For a few days, it seemed certain Collins would be Derrick Rose’s first coach, just as he was Michael Jordan’s. There was only one reason Collins didn’t get the job: owner Jerry Reinsdorf was so close to him he couldn’t stand the thought of again firing his friend.
"I love Doug Collins," Reinsdorf told the Tribune at the time. "It's not a great thing for friends to jeopardize a relationship for business. And relationships with coaches always end at some point.”
Don’t confuse that quote as a measured approach from Bulls management. In reality, Reinsdorf was telling on himself. This has always been a franchise that values personal relationships over the pursuit of new information, loyalty over ambition and complacency over winning. It’s exactly what led them back to Doug Collins on Tuesday.
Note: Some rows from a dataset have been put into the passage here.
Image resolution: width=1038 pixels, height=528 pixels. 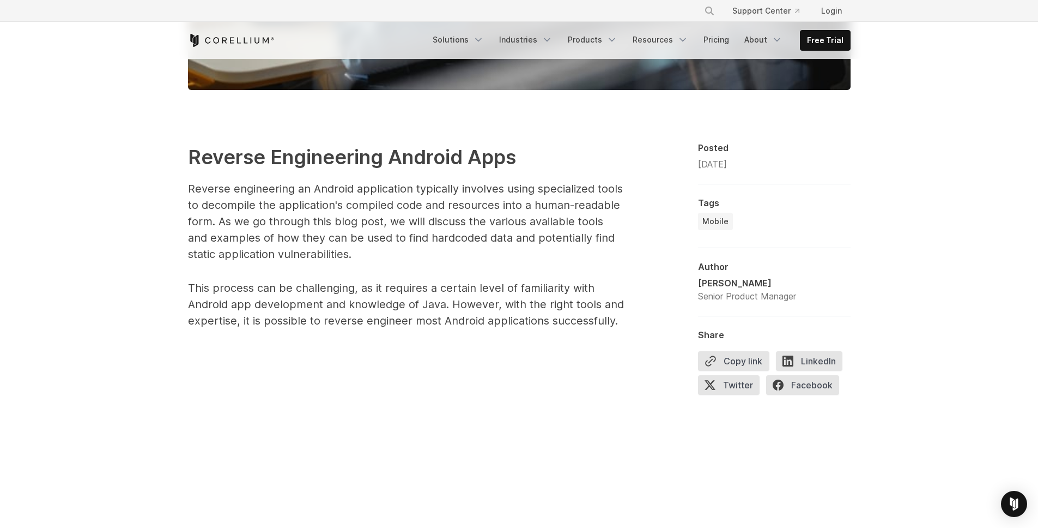 I want to click on span: Twitter, so click(x=729, y=385).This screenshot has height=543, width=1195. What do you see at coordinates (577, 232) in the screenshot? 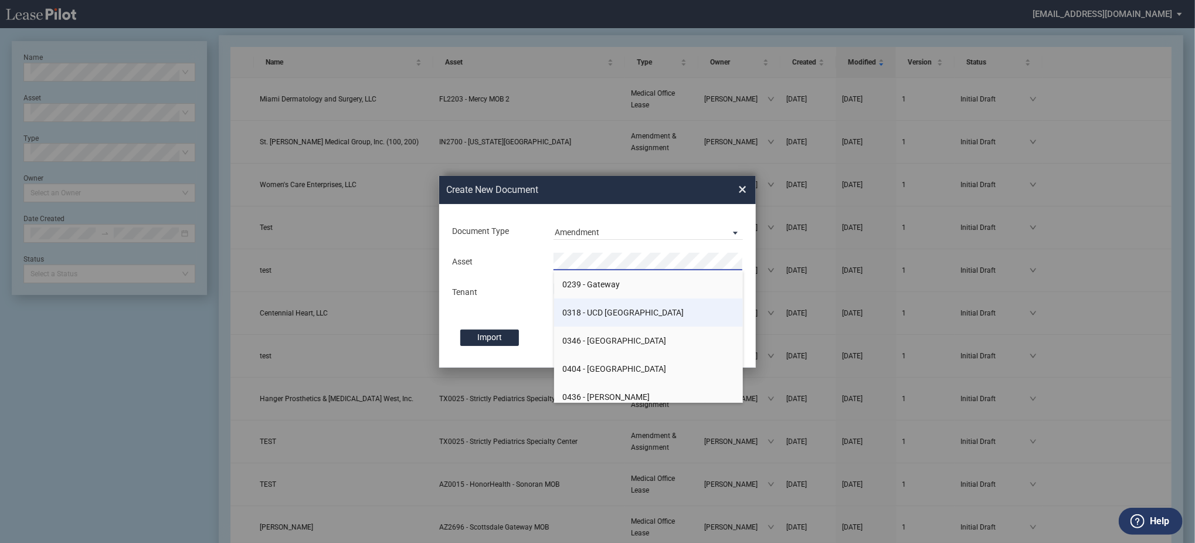
I see `div: Amendment` at bounding box center [577, 232].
If the hiring of Collins to a senior advisor role technically came out of the blue, it hardly felt like a surprise. The Bulls will paint this as an opportunity to add a fresh set of eyes to their makeover, the chance to bring a new voice to the room as they embark on another rebuild nine years later. That is, of course, bullshit: Doug Collins isn’t a shift from the status quo, he is the status quo.
Even when the Bulls try to change, they inevitably remain the exact same.
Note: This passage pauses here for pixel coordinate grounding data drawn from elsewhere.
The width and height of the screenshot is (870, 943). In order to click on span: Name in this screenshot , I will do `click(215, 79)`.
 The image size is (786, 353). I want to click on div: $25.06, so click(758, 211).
The Bulls were right about one thing: they need different voices to be heard. Doug Collins is not that voice. This is a man who only five years ago responded to a question about analytics by saying “I’d rather blow my brains out,”. There’s value to having an old head in your basketball operations department, but not when the entire department is old heads.
What John Paxson and Gar Forman really need is someone to challenge them. The lack of accountability at the top of the franchise has made the Bulls fat and lazy, a team that will look everywhere for a scapegoat except for the mirror. It’s that thinking that led this franchise to believe Jimmy Butler was the problem instead of the solution. It’s the reason they’re still bringing up Rose’s injuries up five years later as if that caused them to whiff on every draft pick since 2011 or get conned into giving Dwyane Wade a contract no one else would offer.
The real problem with the Bulls is that they don’t see a problem. This is what happens when you still lead the league in attendance last year even though everyone around the team hated each other. This is what happens when the truth is obscured by profits.
Hiring Collins changes none of that. This is a not an objective advisor brought in to fix the pattern of self-satisfaction that’s killing this proud franchise. This is another yes man whose job is only to affirm that the Bulls are doing this rebuild The Right Way, according to them.
When the 76ers found themselves at a similar crossroads in 2013, the first thing they did was cut ties with Doug Collins. Sam Hinkie came in and brought a new approach to the organization. That rebuild was long and painful, but there’s no denying its fruits. Philadelphia was smart enough to know Collins couldn’t provide the perspective they needed when they were starting from square one.
The Bulls are about to embark on their own version of “The Process,” only one devoid of all enthusiasm. Sixers fans could talk themselves into tanking because they knew they always had the smartest person the room. To put it gently, Bulls fans can not find the same level of solace.
If anything, the hiring of Collins is just more confirmation of how little effort Reinsdorf’s Bulls really put into this. When it was time to add a new voice, the Bulls found the most comfortable one they know. This is no change, only another declaration that the Bulls believe they know exactly what they’re doing, despite all evidence to the contrary.